Technology is great, but realistically speaking, it doesn’t make sense to install a button for every single function a car is offering. It’s especially true with luxury vehicles with their ventilated and massaging seats, 360-degree cameras, 3D head-up displays, and whatnot. Even the original 8 Series E31 pictured above, a car launched in 1990, had numerous buttons. Its tech is ancient by today’s standards and it has far fewer features than the G15.
While the modern-day 8 Series still has its fair share of physical controls, recent high-end BMWs like the 7 Series G70 and iX have lost the vast majority of traditional buttons. Most of the functions are now accessed through the 14.9-inch touchscreen in a layout that has trickled down to the 3 Series LCI. Even the X1 has side-by-side displays (albeit slightly smaller) and only a few old-school controls.
Of course, BMW isn’t the only automaker simplifying its dashboards by removing the quick access to climate controls and often-used features. Other automakers also think less is more by cramming nearly all functions into huge screens: Volkswagen, Tesla, Mercedes – you name it. Is this the new norm? Perhaps, but the man behind the design of the original iPhone believes there might come a day when buttons will return.

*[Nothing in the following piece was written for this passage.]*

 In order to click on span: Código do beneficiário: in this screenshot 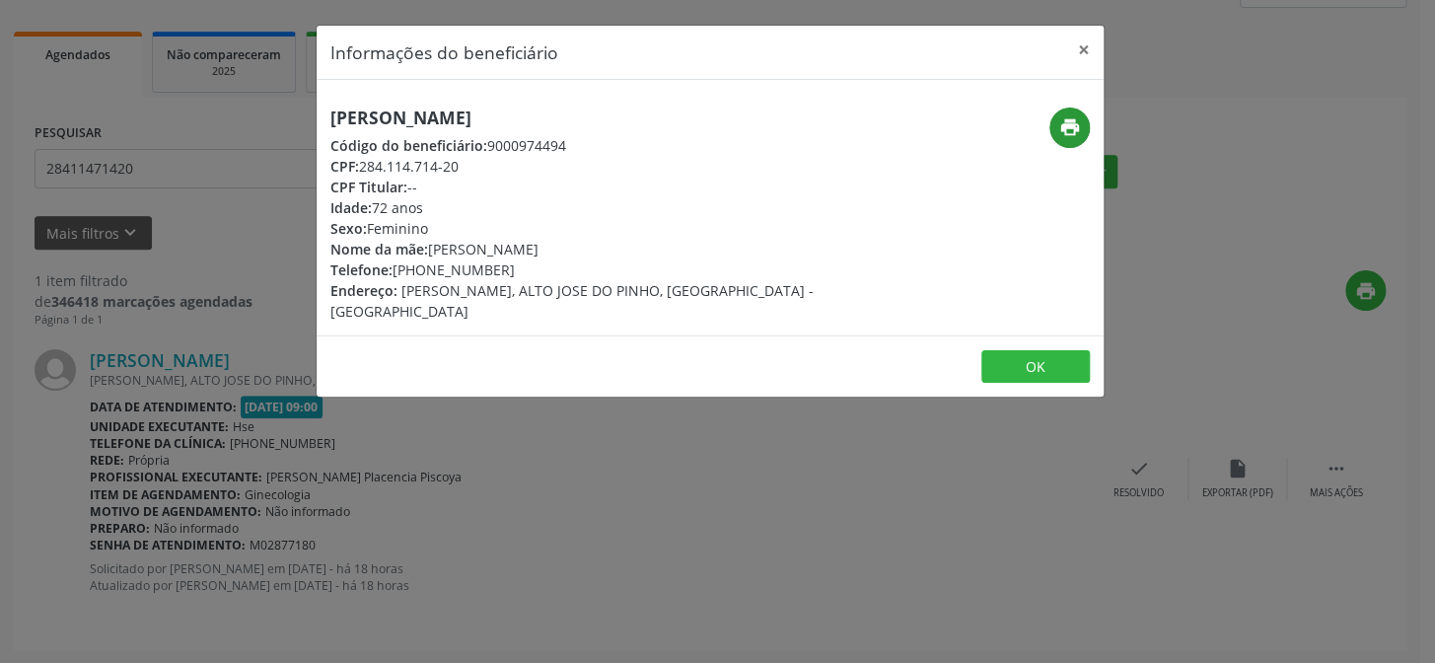, I will do `click(408, 145)`.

Sir Jonathan Paul Ive, who served as Apple’s chief designer from 1997 until 2019, recently participated in a panel at Vox Media’s Code conference. When asked to have his say about design trends, he praised the benefits of having multi-touch surfaces but is concerned this tech solution is being overused:
“Potentially the pendulum may swing a little to have interfaces and products that are more tactile and more engaging physically.”

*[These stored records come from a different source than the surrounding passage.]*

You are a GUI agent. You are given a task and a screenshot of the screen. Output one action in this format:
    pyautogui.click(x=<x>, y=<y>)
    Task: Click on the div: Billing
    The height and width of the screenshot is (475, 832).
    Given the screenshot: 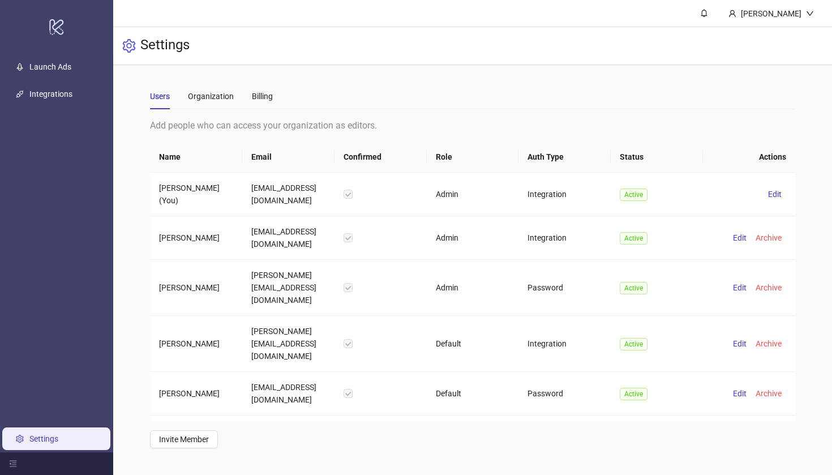 What is the action you would take?
    pyautogui.click(x=262, y=96)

Journalist Kara Swisher then asked him whether touchscreens and touch-capacitive buttons asked him whether today’s cars have this problem, and Ive replied with: “for example.” He went on to say the user interface inside a car is “being driven inappropriately by something like multitouch.” The follow-up question about how he would design a car received the expected answer: “You know I can’t talk to you about that.”
Preferences aside, let’s not ignore the elephant in the room – manufacturing costs. It’s cheaper to get rid of buttons and have nearly all the functions accessible through the touchscreen, which is then used in a wide…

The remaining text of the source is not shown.